I would have liked to have written something funny today. I have a funny story to tell, about how I went to yoga with a face towel I'd clearly previously used to condition tack--it was clean, but it still smelled like Lexol--and how every time I wiped the sweat from my face my face got more and more shiny and conditioned until by the end of class it was as sleek and shiny as my saddle. But then after class I looked at my phone, and read about another hate crime, this time a Jewish man in Australia being attacked in a public park, and it didn't feel like time to be funny.
There's been a steep increase in the number of antisemitic events world-wide, especially since the terror attacks in Israel October 7th, but over the last several years as well.
I'm not Jewish, though I once read on the internet that I was. I can't offer a profound opinion on the current Israeli-Palestinian war or the decades of conflict that preceded it. I don't understand the history or politics well enough. I can say that terrorist attacks are wrong. I don't like bombing refugee camps, nor do I like the idea of refugees being used as human shields by their countrymen. I hate that children are dying.
I love my Jewish friends. I've spoken to a few of them and emailed a few more. My heart is especially with one of my college classmates, who lives in Israel and whose oldest child is currently doing mandatory service in the Israeli army. I pray for that young person every day.
But more than loving my Jewish friends--how hard is that, Jesus even talks about it, scathingly--“If you love those who love you, what credit is that to you? Even sinners love those who love them. And if you do good to those who are good to you, what credit is that to you? Even sinners do that"--I support their civil rights. I support their right to exist peacefully in a global society--and honestly, I think everyone who considers themself a good person had better start doing that, because the last time we allowed antisemitism to rage unchecked we ended up in a horrible world war.
Next week I'm speaking at a Catholic middle school. Yesterday I sat down to tweak my slide presentation--I've got a new book coming out in April, and, for the first time, I'm talking about it. The Night War is the story of a young girl named Miri, who escapes the massive round-up of Jews in Paris and finds herself in the village of Chenonceaux, where Catherine de Medici's ancient castle is being used to smuggle people to the relative safety of Vichy France.
Miri is fictional, but the historic background is true. I made a slide about the Pletzl, the Jewish immigrant quarter in Paris. I put in one showing the only known photo of the Vel D'Hiv roundup, and added another of Chenonceau, the beautiful chateau.
Then I added a slide to illustrate the Nazi's antisemitism. Here's the image:
It was an exhibition the Nazis brought to Occupied Paris--"The Jew and France." You can see the stereotyped hooked nose and grasping fingers--all the old tropes repeated.
My search for my next slide sent me down a particularly loathsome rabbit hole. I'm not going to reprint the image I chose, though I will share it with the students I talk to. It features the same type of hooked-nose grasping cartoon figure, and then it accuses Jews of a surprising number of things, including feminism and hate crime laws--good job, Jews! Where do we thank you?--also climate change, communism, the lack of a wall on our Mexican border, and everyone's old favorite, usury. You know why Jews are accused of usury, which is the charging of too much interest? It dates back to the middle ages, when Catholics were forbidden by the Pope to charge any interest at all on loans. This meant that Catholics, which were the only type of Christian we had back then, couldn't be bankers, or at least not successful ones. At the same time, most countries had laws saying Jews couldn't own land or be in craft guilds. So--Jews became bankers. And then, if you're rich and powerful, and you've borrowed a bunch of money and don't want to pay it back---right, make it the bankers' fault. You can, because the bankers are all from a group of people who've already been stripped of many of their rights. See how this works? It's power and racism, same as now.
I'm looking forward to talking about antisemitism at this school next week, not because it will be fun, but because I'll be doing something I know is right. (Pro tip: if you're conflicted on which side is right, pick the side opposite the Nazis.) I know it's important, and I know it needs to be done.
Speak up. Yes, you. Speak UP. Otherwise the bad guys win.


Work required =>
Please give the count of lines below that include "crescent" and leave out everything else.

- Opening Delimiter -

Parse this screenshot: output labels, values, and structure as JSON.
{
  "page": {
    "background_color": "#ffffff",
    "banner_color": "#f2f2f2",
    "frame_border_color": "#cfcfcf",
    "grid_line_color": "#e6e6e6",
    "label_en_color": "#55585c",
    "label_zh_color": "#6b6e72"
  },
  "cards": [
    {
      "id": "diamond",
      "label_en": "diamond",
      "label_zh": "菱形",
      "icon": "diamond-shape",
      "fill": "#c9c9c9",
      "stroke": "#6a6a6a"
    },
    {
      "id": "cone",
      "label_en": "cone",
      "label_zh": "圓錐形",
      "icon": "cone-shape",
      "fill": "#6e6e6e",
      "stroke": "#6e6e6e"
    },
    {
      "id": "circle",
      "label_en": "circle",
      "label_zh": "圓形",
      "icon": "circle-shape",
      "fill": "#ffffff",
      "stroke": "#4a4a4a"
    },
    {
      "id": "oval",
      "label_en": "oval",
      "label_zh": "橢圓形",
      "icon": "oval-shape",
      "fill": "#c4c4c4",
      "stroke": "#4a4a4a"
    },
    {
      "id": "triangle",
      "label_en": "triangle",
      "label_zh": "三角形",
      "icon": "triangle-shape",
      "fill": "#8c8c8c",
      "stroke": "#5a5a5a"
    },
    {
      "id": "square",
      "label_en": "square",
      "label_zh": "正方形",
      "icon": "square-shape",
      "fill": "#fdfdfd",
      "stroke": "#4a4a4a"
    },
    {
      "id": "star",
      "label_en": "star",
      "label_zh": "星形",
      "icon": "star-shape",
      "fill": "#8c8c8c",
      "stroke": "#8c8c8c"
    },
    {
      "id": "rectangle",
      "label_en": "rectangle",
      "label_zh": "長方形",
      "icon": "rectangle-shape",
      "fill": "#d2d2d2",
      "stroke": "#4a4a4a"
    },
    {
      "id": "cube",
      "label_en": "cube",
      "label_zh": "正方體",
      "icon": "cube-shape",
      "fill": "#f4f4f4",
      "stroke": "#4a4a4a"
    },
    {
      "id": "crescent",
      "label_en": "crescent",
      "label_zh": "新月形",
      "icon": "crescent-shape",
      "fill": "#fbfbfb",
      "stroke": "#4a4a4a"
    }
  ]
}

- Closing Delimiter -

Your solution =>
3